When you think back on the nightmares you've had in your life, what's the common denominator? Did you have the dream where you were running in slow motion, being chased by something, and your legs didn't work? How about the one where you're walking through your old high school and you're naked? Whatever it was, it was scary. The rules of the world you knew didn't apply. You were in the realm of the uncanny, and you had no control over it.
A bad onboarding experience can be just like that for a new user. Bad website design, absent customer support, a poorly implemented tutorial, all of this can turn into a Kafkaesque nightmare for the unsuspecting customer.
Here are four of the most common customer onboarding pitfalls in the SaaS world and the equivalent nightmares we've all experienced at one time or another.
1. Stuck on the other side
A long, confusing signup process can confuse the user and make them feel insecure. The signup process can feel like an infinite feedback loop, forcing you to fill out redundant information, to click through seemingly endless, slow loading pages, to be tormented by unclear instructions and broken URLs. It's like a dream where one is running from some kind of threat, trying to open a door but the doorknob doesn't work, trying to knock on the door but their hands are numb and don't work. Everything you want is just on the other side, but it's impossible to get there. You don't know what's going on: you know what should happen, but it's not working and you don't know why. How can you get out?

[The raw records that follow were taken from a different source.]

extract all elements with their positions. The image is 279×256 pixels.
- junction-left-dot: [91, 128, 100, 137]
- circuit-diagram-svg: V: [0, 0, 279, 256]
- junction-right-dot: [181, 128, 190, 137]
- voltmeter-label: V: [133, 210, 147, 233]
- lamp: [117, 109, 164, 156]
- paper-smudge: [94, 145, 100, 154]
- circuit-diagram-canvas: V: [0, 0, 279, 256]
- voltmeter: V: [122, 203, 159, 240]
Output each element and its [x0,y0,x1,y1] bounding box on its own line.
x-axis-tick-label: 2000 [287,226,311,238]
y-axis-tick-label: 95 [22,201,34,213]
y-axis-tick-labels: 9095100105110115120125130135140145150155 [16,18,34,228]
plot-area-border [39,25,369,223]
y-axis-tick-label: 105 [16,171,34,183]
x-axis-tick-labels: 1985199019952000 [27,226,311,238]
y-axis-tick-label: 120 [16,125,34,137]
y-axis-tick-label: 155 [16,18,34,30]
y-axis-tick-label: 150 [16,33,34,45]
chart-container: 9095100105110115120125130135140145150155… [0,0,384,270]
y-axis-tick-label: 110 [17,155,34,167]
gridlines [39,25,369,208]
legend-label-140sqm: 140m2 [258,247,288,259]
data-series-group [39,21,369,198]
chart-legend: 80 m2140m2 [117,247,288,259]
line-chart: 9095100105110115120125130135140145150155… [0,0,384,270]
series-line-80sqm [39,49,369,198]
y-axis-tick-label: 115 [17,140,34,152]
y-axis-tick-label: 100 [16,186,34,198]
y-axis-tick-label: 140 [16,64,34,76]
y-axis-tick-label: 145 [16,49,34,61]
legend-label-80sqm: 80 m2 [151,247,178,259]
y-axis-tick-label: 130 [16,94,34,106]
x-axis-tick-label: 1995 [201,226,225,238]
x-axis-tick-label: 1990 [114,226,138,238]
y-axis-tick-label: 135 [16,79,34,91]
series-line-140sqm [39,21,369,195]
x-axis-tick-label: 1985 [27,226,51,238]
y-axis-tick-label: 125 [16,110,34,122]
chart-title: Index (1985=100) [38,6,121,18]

2. Is there anybody out there?
Slow, non-responsive customer support is a very alienating nightmare. When the user tries to call customer support, and is on hold for what seems like hours. Nobody responds to their emails either. The SaaS company's website is up and it even updates, but nobody responds to user messages. The lights are on, but nobody's home, like a dream where you're in a city and everything is empty. The buildings are intact, the buses and trains are running, there are cold sodas in the fridge at the bodega, but there's absolutely nobody there. It's eerily silent and the user doesn't know what happened. Did the cold war go hot? Did the aliens come? The rapture? Who knows? But you're customer has been left alone.
3. Falling through the world
In life, when the learning curve on a program is too steep, your user can feel very much like the ground broke underneath them. Things were stable. Things made sense. But the user had to learn too much, too fast and now they have nothing to hold onto. Studies performed by WalkMe show that over 80% of what is learned during new user training is forgotten. In dreams, the ground gives out below you and you're plummeting through the sky and you feel the acceleration in your stomach. And then, thankfully, you wake up before hitting the ground.
4. When the masks come off
When a program fails to meet its promises, the reality that your user was promised vanishes, and instead they must deal with the terror of the unknown. Your user was captivated by the words "groundbreaking," "seamless" and "revolutionary." They signed up, they started the onboarding process and now they're terrified that they made the wrong decision. There are dreams which start out normal before taking a turn for the terrifying. It's a normal amusement park until it isn't, your friends and family rip off their human masks, and their teeth are fangs and the roller coaster you're on is descending down into the darkness.
Whoa?! Listen, onboarding can be a scary thing. It's a big commitment. Make it as easy a process as possible for the new user and hopefully, the only thing they'll have to worry about is bad dreams.
Boaz Amidor is Head of Corporate and Marketing Communications at WalkMe.